One Police Plaza

Ex-Gang Boss Sees Dollar Signs

September 12, 1994

Former Chinatown gang boss Yin Poy, better known as Nicky Louie, served 10 years in prison. Now, he's hoping to make crime pay with the help of the detective who spent a career tracking him down - and Deputy Police Commissioner John Miller.

Louie was the Ghost Shadows' co-founder and head until 1978, when he was deposed after surviving numerous assassination attempts. In 1986, he was convicted of racketeering along with 24 other Ghost Shadows. He was released from prison this spring.

Something of a Chinatown legend, the former street thug is pitching a book and movie deal based on his life of murder, extortion and robbery. He's been joined in the endeavor by Neil Mauriello, formerly of the Jade Squad Detective Unit, who says he's trying to enlist Miller to help with the deal.

Mauriello, who retired from the Police Department in 1982, was an original member of the Jade Squad, assigned to Chinatown street gangs. Once Louie's arch nemesis, Mauriello now says, "I'd call Louie a noble adversary. He's paid his dues and I'm trying to help him."

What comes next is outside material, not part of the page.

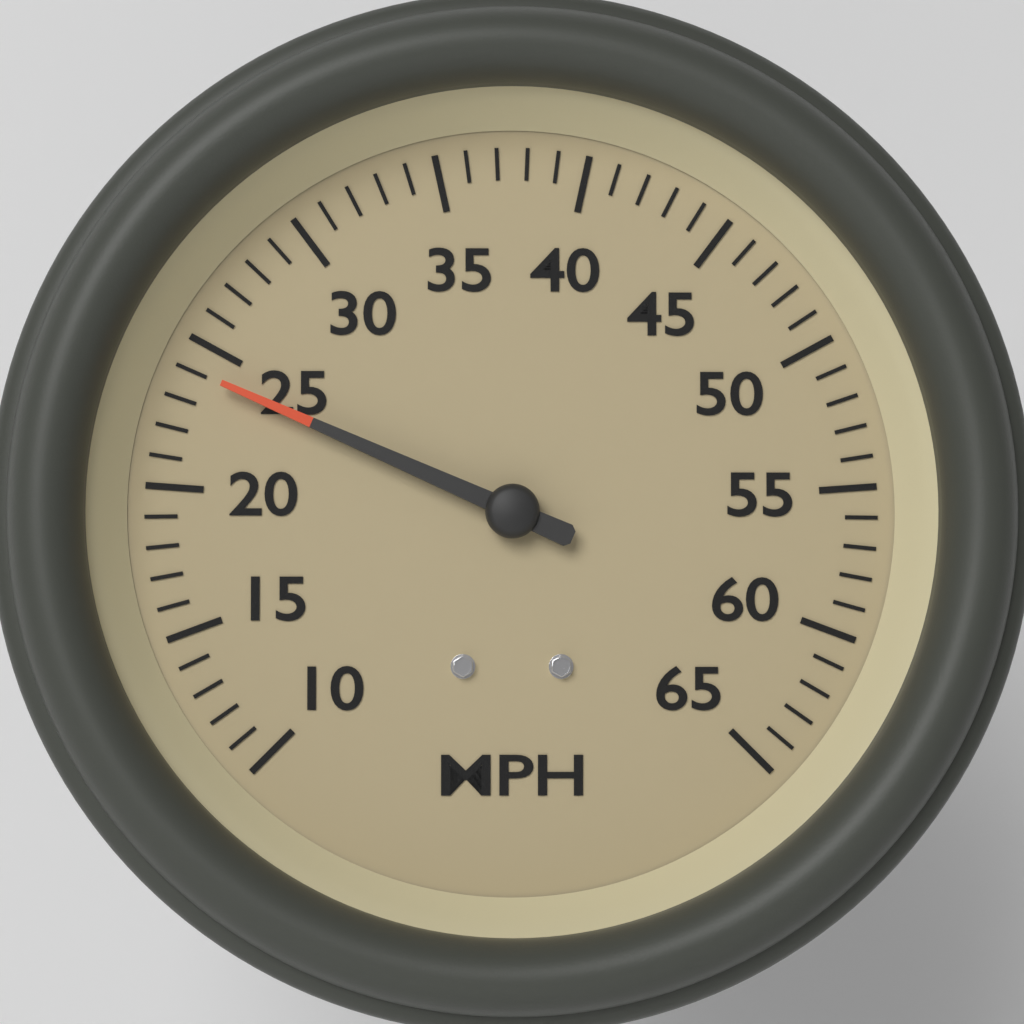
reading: 24 MPH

Mauriello, who's known Miller since he was 17-years-old and already a veteran television news reporter, says he asked Miller to contact his NBC / Hollywood friends that (despite Mayor Rudy Giuliani's objections) Miller still hangs out with in Elaine's restaurant. "I met with John a month ago. I don't think John will deny that," Mauriello says. "He promised to make calls to some producers. He also asked to meet Louie."

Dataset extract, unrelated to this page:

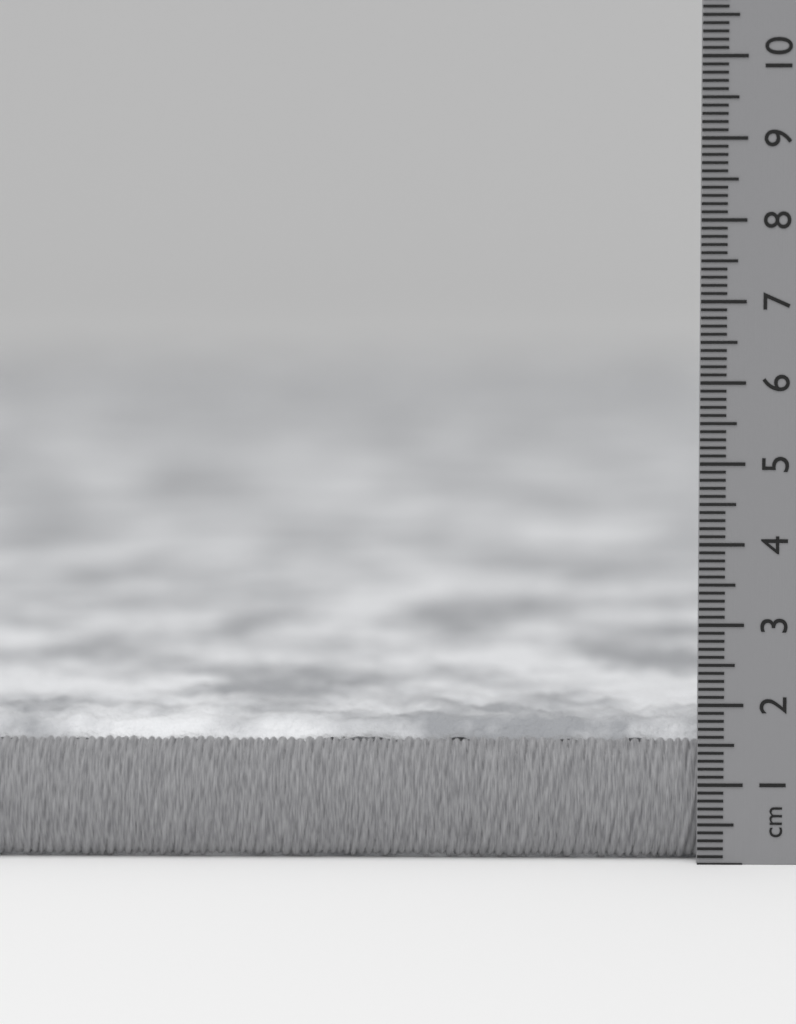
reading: 1.8 cm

The Deputy Commissioner for Public Information bridles at the suggestion he'd help Louie. "Two years ago, Mauriello came to me about a story of a Chinatown cop who teamed up with a Chinatown gang member," Miller says. "There was a reporter in it. That was the deal."

He acknowledges meeting with Mauriello a month ago, but says his asking to meet Louie was only "in jest."

"I haven't done anything. I'm not doing anything for Louie. Anything I do is for Mauriello."


Friend of the law.
Included in the list of medals awarded for bravery last week at One Police Plaza was the Alfonse M. D'Amato Medal for Valor. The award is the only one named for a politician and no one seems to know how it came to be.

Lt. William Diffendale of the Ceremonial Unit says the award was established in 1984 by the Jeff Jeffrey family foundation, which is administered by retired police officer Ralph Grosso. Grosso couldn't be located for comment but Diffendale said Jeffrey was a Freeport, L.I., businessman, who died in Florida in July.

D'Amato's press spokesman Michael Petralia says it was the late William Jeffrey who asked the senator to sponsor the award because of "the senator's great repect and lifelong support of law-enforcement officers."

D'Amato does indeed have close friends in law enforcement. They include Police Benevolent Association president Phil Caruso; high-level Assistant Manhattan District Attorney Barbara Jones; and former PBA counsel Richard Hartman, who was forced to resign from the bar because of gambling problems and whose brother-in-law worked as D'Amato's administrative assistant. Back in 1984 D'Amato was even friends with then U.S. Attorney Giuliani.


Super Star.
Three-star Chief of Personnel Michael Julian is leaving to become Rockefeller Center's head of security. At 44, Julian is the youngest and one of the most visible of Commissioner William Bratton's super chiefs - and the first to leave. Julian, who joined the department at age 17, says he's undecided about applying for a line-of-duty disability pension - a knee injury limits his mobility and he says he cannot play basketball without a brace. If he accepts a disabililty pension, he could never be selected as police commissioner, should that possibility arise.

A leading candidate to succeed him is Assistant Brooklyn South Chief Mike Markman, who's been praised for his handling of this year's West Indian Day Parade that took place in Crown Heights on the eve of Rosh Hashanah.


Mistaken identity.
Lt. James J. O'Brien was finally tranferred out of Internal Affairs on Thursday - 21 years after he was reassigned there following his admission that he accepted bribes as a beat cop in Brooklyn in 1973. His transfer is a relief to at least one IAB colleague Lt. James T. O'Brien. This Lt. O'Brien has a clean disciplinary record, is no relation to the other and wasn't even on the force in 1973.


Where was Paddy?
Notably absent from the PBA's 100th annual convention at the Concord Hotel earlier this month was former First Vice President J. Patrick Burns, its $50,000-a-year Albany lobbyist. Burns, who retired in 1991 with a lucrative line-of-duty disablity pension, also left the PBA with a $750,000 hole in its pocket after a federal jury found him liable for damages in smearing the reputation of Sgt. Robert Hughes, whose job was to halt chronic malingering. A PBA official said Burns' absence was due to a long-planned trip, although the official noted Burns had not missed a convention in 35 years.

©1994 Newsday, Inc.Reprinted with permission.